Athlete parameters: what the console needs
Section titled “Athlete parameters: what the console needs”config.athlete carries the handful of athlete facts the console firmware
uses — chiefly weight, which drives its calorie computation — plus a default
display-unit preference. It is pushed to consoles on connect. There are no
defaults: when the block is absent, nothing is pushed.
import { createConsoleConfig } from "@rogue/console-sdk";
const config = createConsoleConfig({ athlete: { weightKg: 82, // feeds the console's calorie model heightCm: 181, sex: "male", units: { pace: "per500m", distance: "metric" }, // default display units pushed on connect },});This is the console-facing remnant of a profile — not profile management. Forms, persistence, and any server round-trip for the athlete’s profile stay in your app; the SDK only forwards the parameters the hardware consumes. Because a config change is a clean recreate, updating athlete params means building a new config object (see provider setup).
useConsoleClient: the imperative escape hatch
Section titled “useConsoleClient: the imperative escape hatch”Hooks are the primary surface, but some call sites are not React function
components — a class component, a non-React utility, an NFC/QR entry point that
fires before any screen mounts. useConsoleClient() resolves the current
provider’s ConsoleClient: snapshot reads plus rejecting commands, for
exactly those cases.
import { useConsoleClient } from "@rogue/console-sdk";
function useDeepLinkConnect() { const client = useConsoleClient(); return async (consoleId: string) => { // Snapshot read — point-in-time, NOT reactive. const already = client.devices.list({ connected: true }); if (already.length > 0) return already[0]; // Rejecting command — imperative callers want exceptions, not mirrored state. return client.devices.connect({ consoleId }); };}The client has two surfaces: client.devices (list(query?) / get(id) snapshot
reads; connect / disconnect / forget / controls(id) rejecting commands) and
client.session (current() snapshot; start / end rejecting cores).
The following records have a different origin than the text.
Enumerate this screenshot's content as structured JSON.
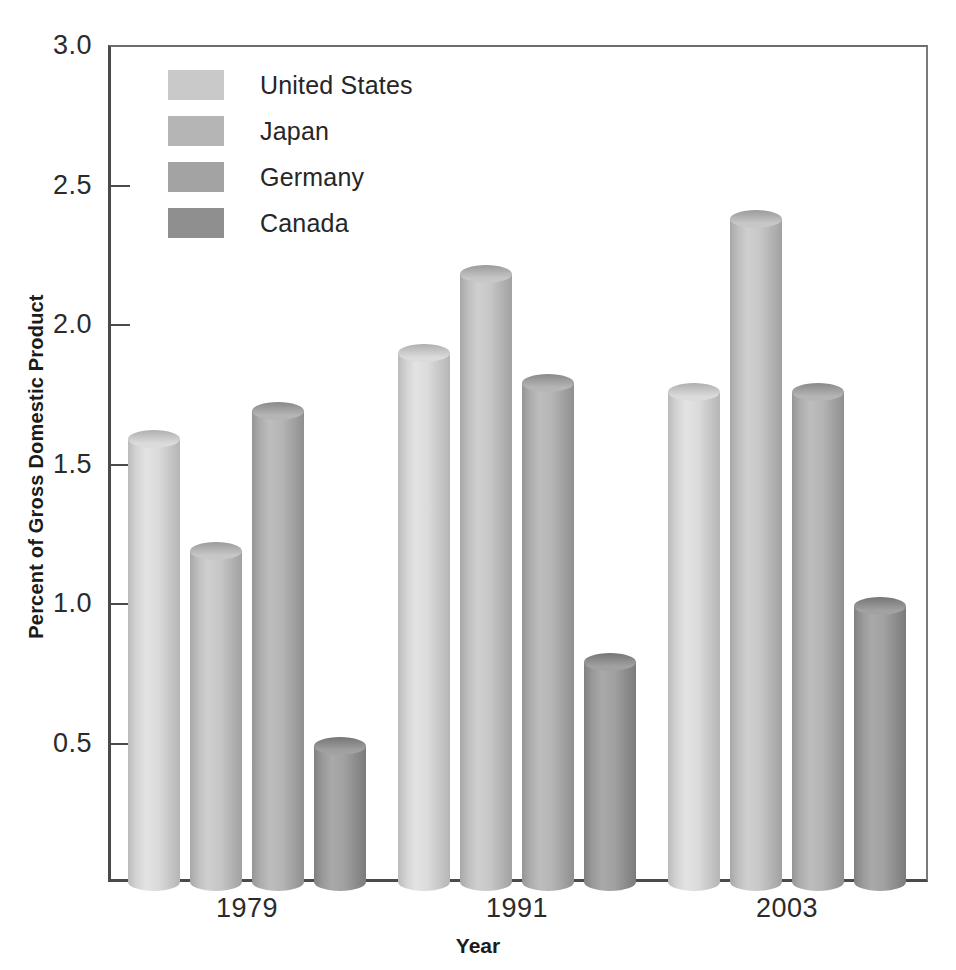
{
  "chart_data": {
    "type": "bar",
    "title": "",
    "subtitle": "",
    "xlabel": "Year",
    "ylabel": "Percent of Gross Domestic Product",
    "categories": [
      "1979",
      "1991",
      "2003"
    ],
    "series": [
      {
        "name": "United States",
        "values": [
          1.62,
          1.93,
          1.79
        ],
        "color": "#c9c9c9"
      },
      {
        "name": "Japan",
        "values": [
          1.22,
          2.21,
          2.41
        ],
        "color": "#b5b5b5"
      },
      {
        "name": "Germany",
        "values": [
          1.72,
          1.82,
          1.79
        ],
        "color": "#a3a3a3"
      },
      {
        "name": "Canada",
        "values": [
          0.52,
          0.82,
          1.02
        ],
        "color": "#8f8f8f"
      }
    ],
    "ylim": [
      0,
      3.0
    ],
    "yticks": [
      "0.5",
      "1.0",
      "1.5",
      "2.0",
      "2.5",
      "3.0"
    ],
    "ytick_values": [
      0.5,
      1.0,
      1.5,
      2.0,
      2.5,
      3.0
    ],
    "grid": false,
    "legend_position": "top-left",
    "bar_style": "3d-cylinder"
  },
  "axis": {
    "y_title": "Percent of Gross Domestic Product",
    "x_title": "Year"
  },
  "legend": {
    "items": [
      {
        "label": "United States"
      },
      {
        "label": "Japan"
      },
      {
        "label": "Germany"
      },
      {
        "label": "Canada"
      }
    ]
  }
}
The contract, stated plainly:
- It is not a singleton. Each provider assembles its own client, stable for
that provider’s lifetime.
useConsoleClient()returns the same object every render. - Reads are point-in-time, not reactive.
client.devices.list()andclient.session.current()read the current snapshot once — they do not subscribe. For live updates useuseDevices/useWorkoutSession. The client deliberately has no subscribe surface. - Commands reject. Unlike the hooks’ never-rejecting bare verbs,
client.devices.connect()andclient.session.start()throw the typed error on failure — because imperative callers want atry/catch, not a state field to poll.
Reach for it only when a hook won’t fit; if you are in a function component, prefer the hooks.
One entry point, no threading
Section titled “One entry point, no threading”Every seam above is set once on the config and never re-passed through hook
arguments, navigation callbacks, or a redux bridge. That is the whole
host-integration story: narrow typed config in, no lifecycle to manage, no
readiness flag to poll (useConsoleSdk().status is reactive), and provider unmount
is disposal. Cross-cutting host concerns enter here and nowhere else.
Reference
Section titled “Reference”ConsoleConfigOptions·createConsoleConfig·TelemetrySink·SdkTelemetryEvent·TelemetryLogLevelErrorContext·RawPacketInfouseDiagnostics·DiagnosticsOptions·DiagnosticsResultuseConsoleClient·ConsoleClient·ConsoleClientDevices·ConsoleClientSession- Related: Error handling · Provider setup · Architecture.